Tube/New Noise :: Smashing Pumpkins :: Tarantula



Dear Billy Corgan,

The Dismemberment Plan already made this video. It was for "Time Bomb."

Love, indierocket!

Honestly, I'm not quite sure how I feel about "Tarantula" yet. I will not — and can not — deny that the Pumpkins were (are) one of my all-time favorite bands, but I can't deny that Billy really started losing it around Mellon Collie. At its best, "Tarantula" sounds as though it could've been right at home on the Mellon Collie odds-n-sods collection The Aeroplane Flies High, particularly on the Zero b-sides collection. At its worst, it's regurgitated Machina material (minus the drop-C tunings).

But it's important to see what "Tarantula" is moreso than to recognize what it isn't. Obviously, "Tarantula" isn't "Geek USA" — though it does share similar guitar tones and a similar (if baser and considerably shorter) structure. It isn't "Bullet with Butterfly Wings" or "Zero" — though it does attempt to ape those songs' grandiosity. It isn't "The Everlasting Gaze" — though it does share its simple, driving insistence. What "Tarantula" is is a cross between "Bodies" and "Quiet" — a simple, driving guitar-rock anthem that attempts to unify every one of the Pumpkins' records — the flashy, Stratocaster-heavy guitar heroics of Gish and Siamese Dream; the bored, suburban angst of Mellon Collie and the Infinite Sadness; and the pop-metal hooks of Machina. What "Tarantula" is is a four-minute crash-course in Pumpkins history.

But "Tarantula," for all its historical aspirations, doesn't have a quality hook. Its lyrics are trite. Its chorus is completely unremarkable. In fact, the song as a whole is almost completely forgettable. It's repetitive power-chord drek punctuated by off-kilter, angry-hornet's-nest solos. It sounds like what a Smashing Pumpkins cover band would produce if it were to start writing original tunes. It's a Zwan song. It's Mary, Star of the Sea. It's "Walking Shade."

It is a pale imitation of the band that provided a bulk of the soundtrack to my teenage years. But therein lies the rub, and therein lies the question: Is anything as good as you remember it? Is it really better to burn out than to fade away?

It makes me wonder if this post-millennial Pumpkins would have happened without the post-millennial Pixies reunion.

Still, I'm torn: If "Tarantula," as I've posited, embodies the best and the worst of the Pumpkins, which should be focused on? Does Billy Corgan get a pass due to past performance? Ultimately, I don't think we can let him weasel out of this one, reunion or no — it's still a bloated Machina b-side. And the sad fact is that might be all the newfangled Pumpkins will ever be.
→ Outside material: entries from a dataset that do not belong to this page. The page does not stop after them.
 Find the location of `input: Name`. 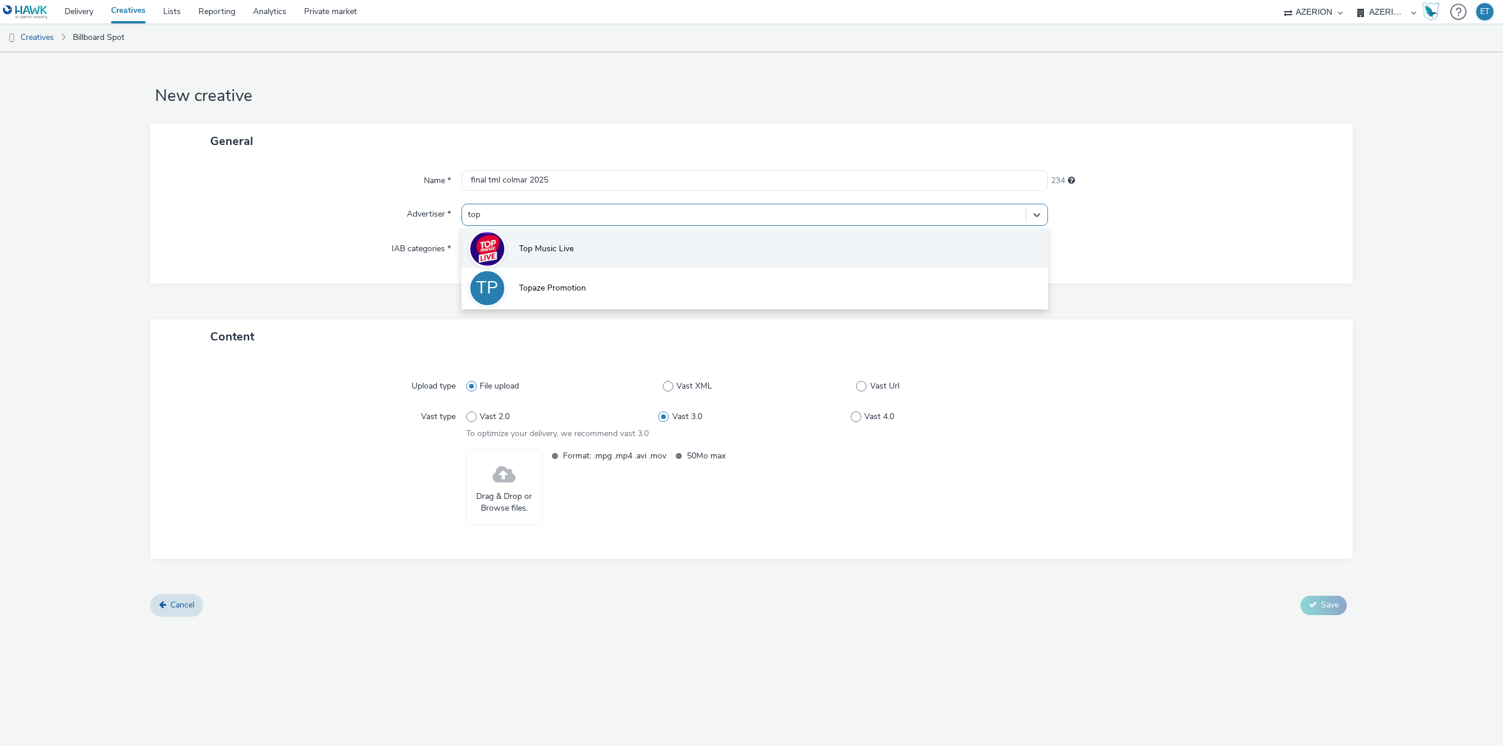

input: Name is located at coordinates (754, 180).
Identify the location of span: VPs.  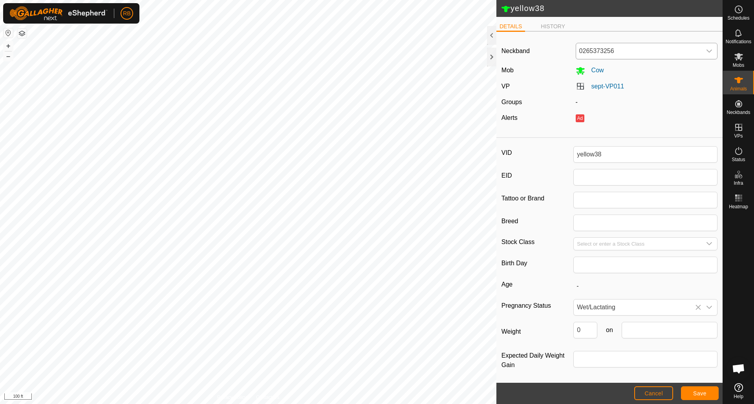
(738, 136).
And yet, for all its faults, "Tarantula" is still better than nine-tenths of the shit on modern rock radio. And I can't say that it's terrible — it isn't. It's just that it isn't, you know, good. And that's what I'd come to expect from Billy Corgan. And there'll always be that part of me that absolutely, fanatically loves the Smashing Pumpkins. And that really, really wants to love "Tarantula."

At least I'll always have Siamese Dream.